A patient gave me a hat in thanks for her surgery.  It’s a full-brimmed canvas safari number – I’m sure Hemingway shot a rhino in one.  I’m just mature enough now to value sun protection and always grateful, sometimes to the point of pain, for gifts from those who have almost nothing.  I was also given a painting of the neighboring volcano, a tee-shirt depicting a local politician, two kisses, many back-breaking hugs, and endless expressions of muchisimas graciasplus the quiche version of same.

The biggest gift of all, though, was the respect our patients gave us.

You’ve heard of doctor shopping.  This is when a disappointed patient leaves the ER or the doctor’s office in search of a doctor who understands them better.  How about patient shopping?  Doctors have a choice too.  They engage in patient shopping in various ways.

  1. Specialty (ie, a plastic surgery practice has a different clientele than a trauma surgery practice)
  2. Location of practice
  3. Private vs hospital-employed vs public health practice
  4. Exclusion of payer types (eg, Medicare/Medicaid) or limiting to cash-only

If I were to hand pick a patient clientele, they would be Native American Guatemalans.  By dint of history, DNA, culture, nature, nuture, or whatever, our patients and their families treated our mission group as royalty, priests, or benevolent dignitaries.  We were like travelers of long ago, scaring them and making them laugh with our strangeness.  Medicine is a world of hopes and mysteries for them, not a world of choices.  I sensed their prior patient experiences, if any, hadn’t fostered a sense of consumer entitlement.  They trusted us implicitly, even when things went wrong.

We had a complication. On post-op day three after a vaginal hysterectomy, I had to tell Maria’s family she would need another operation. I worried about her mere survival. I approached the family as I do in America—firm in my judgment, apologetic that a complication had occurred, and prepared to explain (defend) the sequence of events to date. There was no need. “I’m sure you know best,” said the husband.

I found Maria’s husband again after surgery, I explained that indeed she had suffered a near-catastrophic surgical complication, but that I expected she would recover. “Thank you Doctor, thank you,” he said. Sisters and nephews thanked me.

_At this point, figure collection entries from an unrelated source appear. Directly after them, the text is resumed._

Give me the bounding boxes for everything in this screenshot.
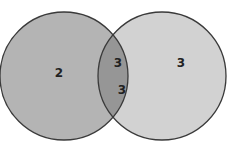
intersection-top-label: 3 xyxy=(114,56,122,70)
intersection-bottom-label: 3 xyxy=(118,83,126,97)
venn-diagram: 2 3 3 3 xyxy=(0,0,237,147)
left-only-label: 2 xyxy=(55,66,63,80)
right-only-label: 3 xyxy=(177,56,185,70)
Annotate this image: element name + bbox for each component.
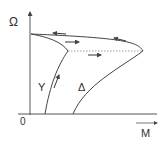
origin-label: 0 [20, 117, 26, 127]
star-curve [31, 34, 68, 114]
arrow-left-icon [53, 33, 66, 34]
star-label: Y [38, 82, 45, 93]
x-axis-label: M [141, 128, 150, 139]
delta-label: Δ [78, 82, 85, 93]
y-axis-label: Ω [9, 16, 18, 28]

I felt guilty from the gratitude, like I had gotten away with something.

At home, medicine has been demystified in the age of information, packaged and marketed in the age of conspicuous consumption, and cynicized in the age of litigation.  When a bad medical outcome occurs, it is reflex to research.  Why?  We are trying to tell  malpractice from mere bad luck – in a world where bad luck is increasingly exposed as bad choices, bad training, bad equipment, bad people, and other controllable bads.  Good science, good will, and good processes have raised our expectations such that any post-op event is suspect.

So, our spirits soared in Guatemala.  We were trusted and thanked and bestowed with gifts.  Between our team and our patients formed an intoxicating chemistry.

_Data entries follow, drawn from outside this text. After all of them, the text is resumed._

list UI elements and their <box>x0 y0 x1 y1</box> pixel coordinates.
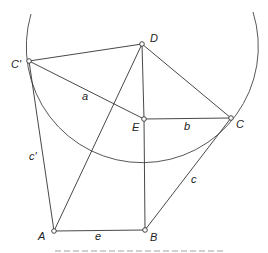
segment-c-prime-d <box>29 44 142 61</box>
label-b-point: B <box>150 231 157 243</box>
segment-d-a <box>54 44 142 231</box>
caption-text-fragment <box>55 250 225 252</box>
label-d: D <box>150 32 158 44</box>
label-segment-a: a <box>82 90 88 102</box>
segment-c <box>145 118 231 230</box>
geometry-figure: C' D E C A B a b c c' e <box>0 0 268 253</box>
point-c <box>229 116 234 121</box>
point-e <box>142 117 147 122</box>
point-d <box>140 42 145 47</box>
label-c-prime: C' <box>11 58 22 70</box>
point-a <box>52 229 57 234</box>
label-segment-c: c <box>191 173 197 185</box>
segment-c-prime-a <box>29 61 54 231</box>
label-a-point: A <box>37 230 45 242</box>
segment-e-b <box>144 119 145 230</box>
point-b <box>143 228 148 233</box>
label-segment-c-prime: c' <box>29 150 38 162</box>
label-c-point: C <box>236 118 244 130</box>
label-e-point: E <box>132 121 140 133</box>
segment-b <box>144 118 231 119</box>
segment-d-c <box>142 44 231 118</box>
segment-d-e <box>142 44 144 119</box>
label-segment-e: e <box>95 230 101 242</box>
point-c-prime <box>27 59 32 64</box>
circle-arc <box>26 12 258 163</box>
figure-caption-clipped <box>55 249 225 253</box>
label-segment-b: b <box>184 120 190 132</box>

The gynecologist and I fussed and fretted over Maria, our only complicated patient, all week.  She improved.

On our departure, my last goodbye was to Maria.  I brought the incoming surgeon (my replacement) to the bedside to explain her case and introduce patient and doctor.  The gynecologist and team medical director joined us.  Maria, her husband, and their children looked star-struck by our visit.  They thanked us yet again for Maria’s two operations.  They expressed their honor in our last-minute visit and told their children we had come from far away to help their mother.  Maria asked for a kiss.  I held her naso-gastric tube to one side and complied.  I wished all patient hand-offs were this heady.

During the swerving mountain bus ride to Antigua, I watched shepherds and soaked up a glory which seemed to belong to another century.  As we approached the airport, my mind wandered back to home and work.  Guilt crept in.

Chris Porter is a general surgeon and founder of OnSurg.com.  He blogs at On Surgery, etc.